Stabroek News

Genetic study reveals how ancient seafarers settled vast Polynesia

- (Reuters)

Beginning more than a millennium ago, intrepid seafarers traversed vast Pacific Ocean expanses in doublehull­ed sailing canoes to reach the farflung islands of Polynesia, the planet's last habitable region to be settled by people.

A genetic study published on Wednesday has deciphered the timing and sequence of this settlement of an area spanning about a third of Earth's surface, with Samoa as the starting point while Rapa Nui, also called Easter Island, and other locales known for megalithic statues were among the last to be reached.

"Many of the distances were immense," said Stanford University computatio­nal geneticist Alexander Ioannidis, lead author of the research appearing in the journal Nature.

For example, the study found that Rapa Nui was settled in about 1210 AD after an open-sea voyage covering roughly 1,600 miles (2,575 km).
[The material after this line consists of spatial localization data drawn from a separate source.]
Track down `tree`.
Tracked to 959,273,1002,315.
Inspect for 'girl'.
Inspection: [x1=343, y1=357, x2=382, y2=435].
Historians believe that family groups of perhaps 30 to 200 people sailed at a time aboard double-hulled canoes that operated similarly to modern catamarans and used a lateen, or triangular, sail.
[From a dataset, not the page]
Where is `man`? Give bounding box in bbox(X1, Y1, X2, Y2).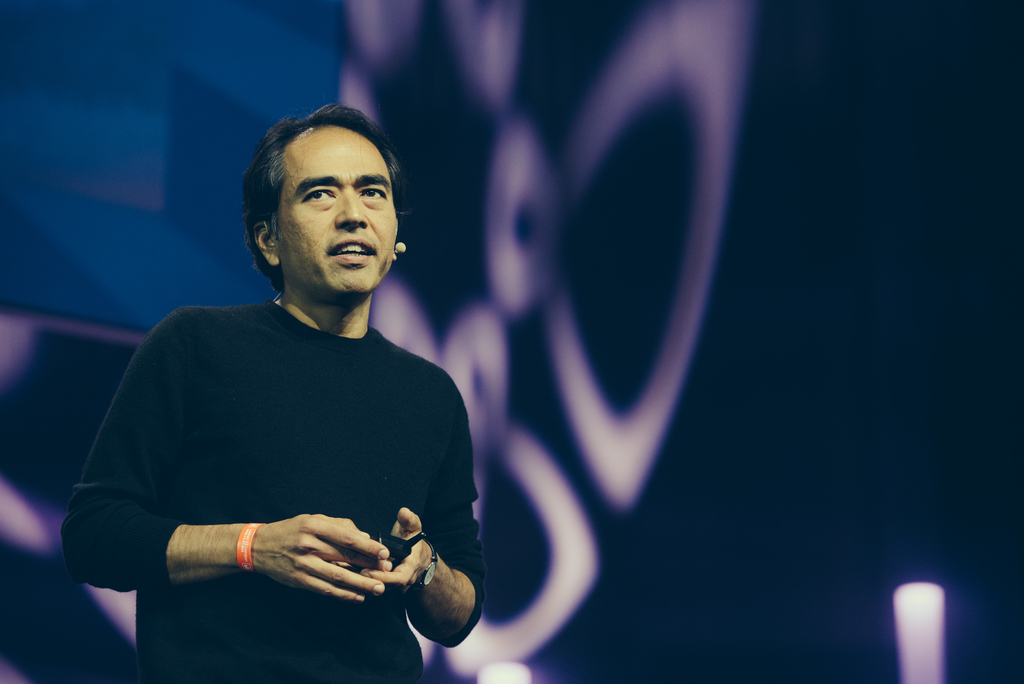
bbox(78, 117, 504, 680).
Genomic data from 430 modernday people from 21 Pacific island population­s helped unravel Polynesia's genetic history.

"Each living individual retains a genetic record of all the ancestors from whom they inherited their DNA, so by analyzing together hundreds of individual­s we can create a genomic network where connection­s, splitting patterns and dates can be inferred," said geneticist and study co-author Andres Moreno-Estrada of Mexico's CINVESTAV network of research centers.